# Brief:
Everything from the line with "Image resolution: width=644" to the last line of the listing must be retyped exactly, both ends included, with the pictures dropped.

Start of Given records

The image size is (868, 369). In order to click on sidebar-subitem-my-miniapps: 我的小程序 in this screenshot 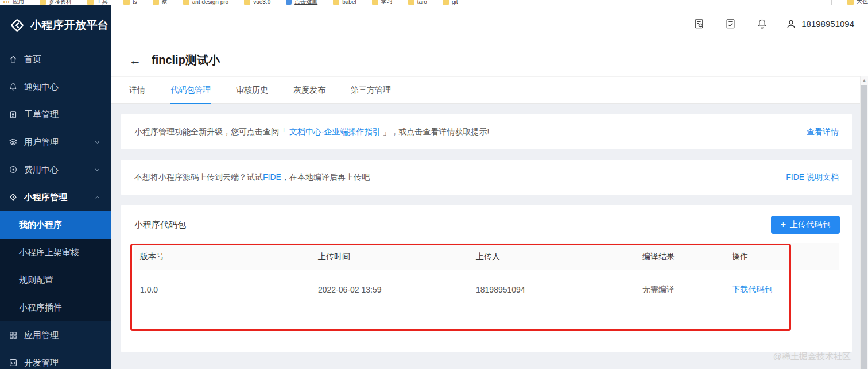, I will do `click(55, 225)`.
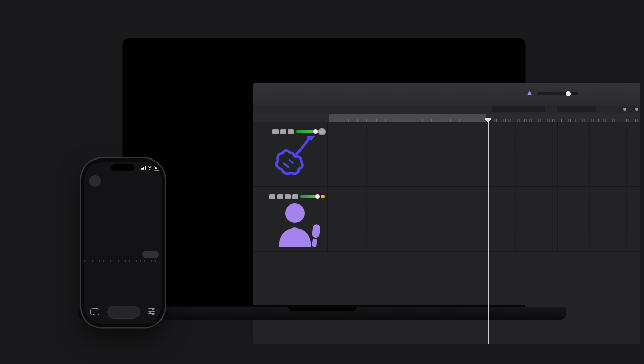 This screenshot has height=364, width=644. Describe the element at coordinates (447, 94) in the screenshot. I see `control-bar` at that location.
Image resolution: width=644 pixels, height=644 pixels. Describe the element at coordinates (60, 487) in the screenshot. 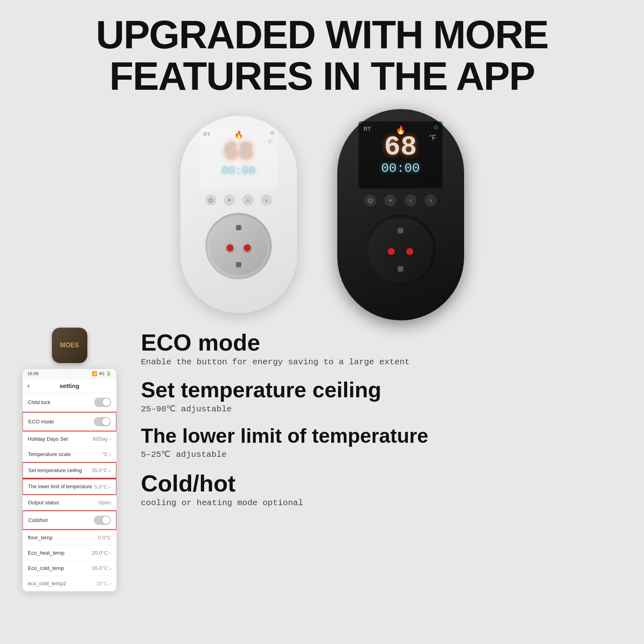

I see `lower-limit-label: The lower limit of temperature` at that location.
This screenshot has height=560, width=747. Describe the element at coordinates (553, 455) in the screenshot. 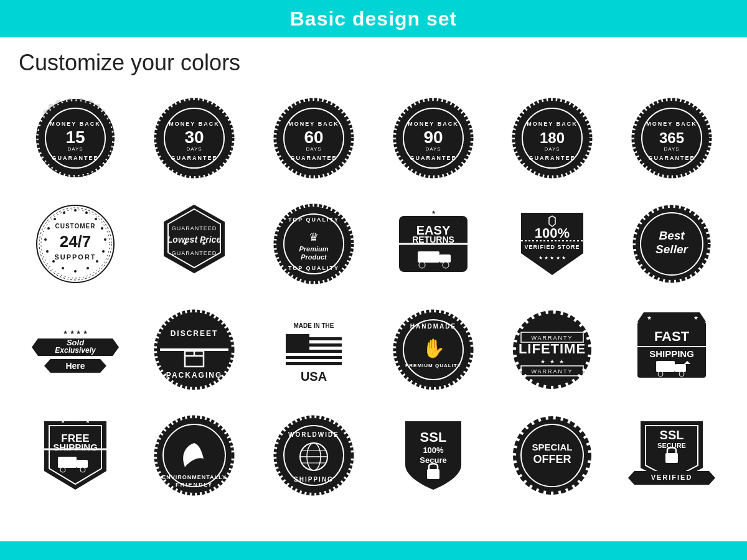

I see `badge-specialoffer: SPECIAL OFFER` at that location.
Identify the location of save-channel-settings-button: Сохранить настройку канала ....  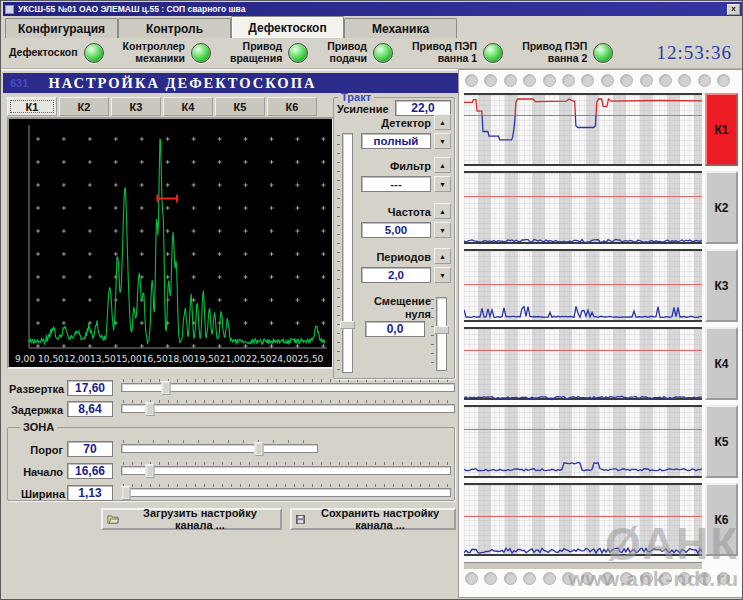
(373, 519).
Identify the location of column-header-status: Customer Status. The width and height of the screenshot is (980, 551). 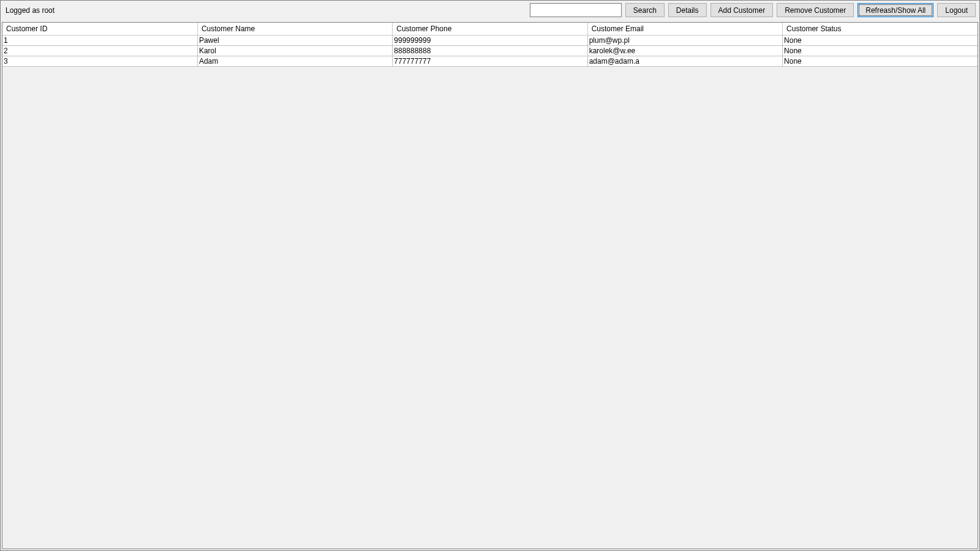
(880, 29).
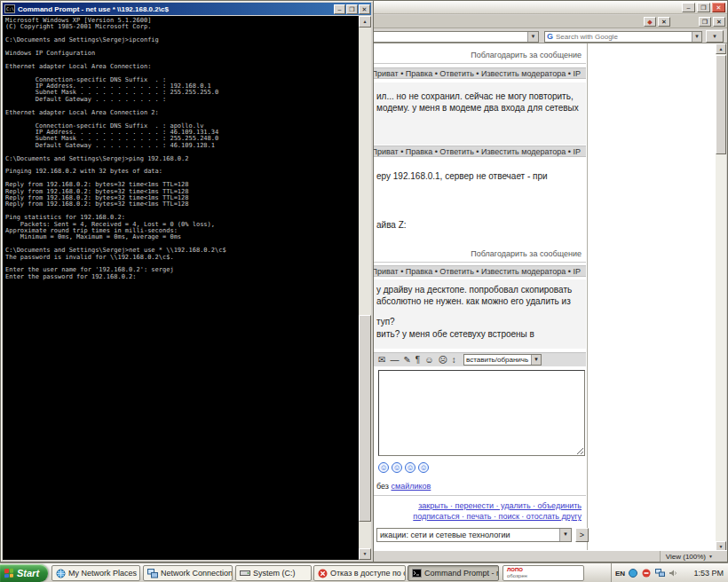 This screenshot has height=582, width=728. Describe the element at coordinates (274, 573) in the screenshot. I see `taskbar-button-label: System (C:)` at that location.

End of Given records

# Task answer:
Image resolution: width=644 pixels, height=644 pixels. Describe the element at coordinates (60, 487) in the screenshot. 

I see `lower-limit-label: The lower limit of temperature` at that location.
This screenshot has height=560, width=747. Describe the element at coordinates (553, 455) in the screenshot. 

I see `badge-specialoffer: SPECIAL OFFER` at that location.
Identify the location of save-channel-settings-button: Сохранить настройку канала ....  
(373, 519).
Identify the location of column-header-status: Customer Status. The width and height of the screenshot is (980, 551). 
(880, 29).
 This screenshot has height=582, width=728. Describe the element at coordinates (274, 573) in the screenshot. I see `taskbar-button-label: System (C:)` at that location.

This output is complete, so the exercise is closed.